Conan, following his adventures with the Bamulas is on the run again. Not from a human adversary but from a pride of Lions. He takes shelter in an abandoned castle and soon finds there is more the ruin than meets the eye. Thousands of lost souls begin to make their presence known before ultimately coalescing into a multi limbed monstrosity and doing battle with a troop of Stygian slavers who have also stumbled upon the deserted keep. The squamous and horrid creature quickly tears all but one of the slavers to shreds, stopping at simply driving that one insane. Conan, realizing he has no desire to finish his life on so ignominious an end, decides that discretion is the better part of valor and since the slavers won't be needing their horses simply takes one and makes his way away from the keep.
This was not a bad story, benefiting from not being long, but really didn't do much to improve the readers view of Conan the man if read immediately following Vale of Lost Women. It also re-used a lot of the tropes that DeCamp & Carter are well known for.. but the monstrosity had me feeling like I was watching a Hyborean age version of John Carpenter's The Thing.
Up Next, "The Snout in the Dark" By Robert E. Howard and L. Sprague DeCamp
1 comment:
I always liked this one. The strange building had a nice, creepy, Lovecraftian feel to it and there's a nice build up to the appearance of the monster. I'd put this in my top five from Lin and Sprague.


▶ _Assigned task_: Lines from the first one down to the one containing "Image is 627x320 pixels." in the data below are the only ones needed; please return them exactly, both ends included.

[Opening Given records section]

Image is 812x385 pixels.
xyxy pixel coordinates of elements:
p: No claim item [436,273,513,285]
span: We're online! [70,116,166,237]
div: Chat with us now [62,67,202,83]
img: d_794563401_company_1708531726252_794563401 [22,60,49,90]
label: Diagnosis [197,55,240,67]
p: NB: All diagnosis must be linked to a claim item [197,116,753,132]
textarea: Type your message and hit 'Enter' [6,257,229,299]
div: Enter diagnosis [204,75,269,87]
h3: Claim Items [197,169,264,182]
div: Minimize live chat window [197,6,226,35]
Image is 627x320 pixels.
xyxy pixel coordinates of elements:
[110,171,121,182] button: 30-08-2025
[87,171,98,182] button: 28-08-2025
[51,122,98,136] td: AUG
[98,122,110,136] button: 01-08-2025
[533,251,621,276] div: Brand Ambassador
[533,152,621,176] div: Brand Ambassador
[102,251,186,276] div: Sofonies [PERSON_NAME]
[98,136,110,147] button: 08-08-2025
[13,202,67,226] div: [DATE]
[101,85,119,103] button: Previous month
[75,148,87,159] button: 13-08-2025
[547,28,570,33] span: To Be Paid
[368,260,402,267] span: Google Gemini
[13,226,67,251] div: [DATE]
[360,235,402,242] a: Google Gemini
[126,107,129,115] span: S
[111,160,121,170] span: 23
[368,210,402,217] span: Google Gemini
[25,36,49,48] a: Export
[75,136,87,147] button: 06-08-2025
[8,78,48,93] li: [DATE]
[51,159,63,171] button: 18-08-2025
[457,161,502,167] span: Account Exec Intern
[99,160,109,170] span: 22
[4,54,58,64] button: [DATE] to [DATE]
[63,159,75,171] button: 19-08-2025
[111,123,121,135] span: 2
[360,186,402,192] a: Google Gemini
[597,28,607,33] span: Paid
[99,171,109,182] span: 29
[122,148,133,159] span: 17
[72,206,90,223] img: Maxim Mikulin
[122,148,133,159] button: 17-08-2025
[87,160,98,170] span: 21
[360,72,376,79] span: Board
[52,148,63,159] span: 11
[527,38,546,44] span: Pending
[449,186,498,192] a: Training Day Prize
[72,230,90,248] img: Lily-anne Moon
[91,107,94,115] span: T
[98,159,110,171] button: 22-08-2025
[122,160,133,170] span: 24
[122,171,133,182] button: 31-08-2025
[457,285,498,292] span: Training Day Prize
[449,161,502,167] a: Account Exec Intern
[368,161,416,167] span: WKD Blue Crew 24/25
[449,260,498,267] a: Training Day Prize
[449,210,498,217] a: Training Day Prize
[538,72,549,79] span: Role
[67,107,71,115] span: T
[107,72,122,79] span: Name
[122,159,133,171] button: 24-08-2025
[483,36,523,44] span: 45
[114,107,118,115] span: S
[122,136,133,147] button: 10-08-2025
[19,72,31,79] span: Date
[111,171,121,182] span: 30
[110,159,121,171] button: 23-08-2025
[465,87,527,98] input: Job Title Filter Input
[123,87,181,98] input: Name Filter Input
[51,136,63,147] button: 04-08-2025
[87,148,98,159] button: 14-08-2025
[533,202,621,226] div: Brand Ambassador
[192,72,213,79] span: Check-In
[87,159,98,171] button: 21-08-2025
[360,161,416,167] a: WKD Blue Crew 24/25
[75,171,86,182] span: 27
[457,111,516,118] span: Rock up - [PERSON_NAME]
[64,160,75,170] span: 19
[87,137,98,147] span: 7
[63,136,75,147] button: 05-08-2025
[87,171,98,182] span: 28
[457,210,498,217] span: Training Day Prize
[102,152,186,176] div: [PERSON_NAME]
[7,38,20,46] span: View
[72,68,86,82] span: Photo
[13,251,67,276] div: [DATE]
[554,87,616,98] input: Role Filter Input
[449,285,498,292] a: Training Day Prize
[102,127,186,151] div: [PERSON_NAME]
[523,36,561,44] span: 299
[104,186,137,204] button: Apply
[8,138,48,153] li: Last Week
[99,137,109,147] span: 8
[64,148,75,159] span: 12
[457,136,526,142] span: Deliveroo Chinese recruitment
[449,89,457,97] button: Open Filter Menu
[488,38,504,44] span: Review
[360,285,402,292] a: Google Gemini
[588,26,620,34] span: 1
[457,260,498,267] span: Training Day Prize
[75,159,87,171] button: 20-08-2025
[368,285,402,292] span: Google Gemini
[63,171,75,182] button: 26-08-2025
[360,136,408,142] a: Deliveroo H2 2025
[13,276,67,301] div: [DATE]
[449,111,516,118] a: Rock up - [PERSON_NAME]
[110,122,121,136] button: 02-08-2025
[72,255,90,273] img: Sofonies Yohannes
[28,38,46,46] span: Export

[Closing Given records section]

▶ _Response to this exercise_:
Image is 812x385 pixels.
xyxy pixel coordinates of elements:
p: No claim item [436,273,513,285]
span: We're online! [70,116,166,237]
div: Chat with us now [62,67,202,83]
img: d_794563401_company_1708531726252_794563401 [22,60,49,90]
label: Diagnosis [197,55,240,67]
p: NB: All diagnosis must be linked to a claim item [197,116,753,132]
textarea: Type your message and hit 'Enter' [6,257,229,299]
div: Enter diagnosis [204,75,269,87]
h3: Claim Items [197,169,264,182]
div: Minimize live chat window [197,6,226,35]
Image is 627x320 pixels.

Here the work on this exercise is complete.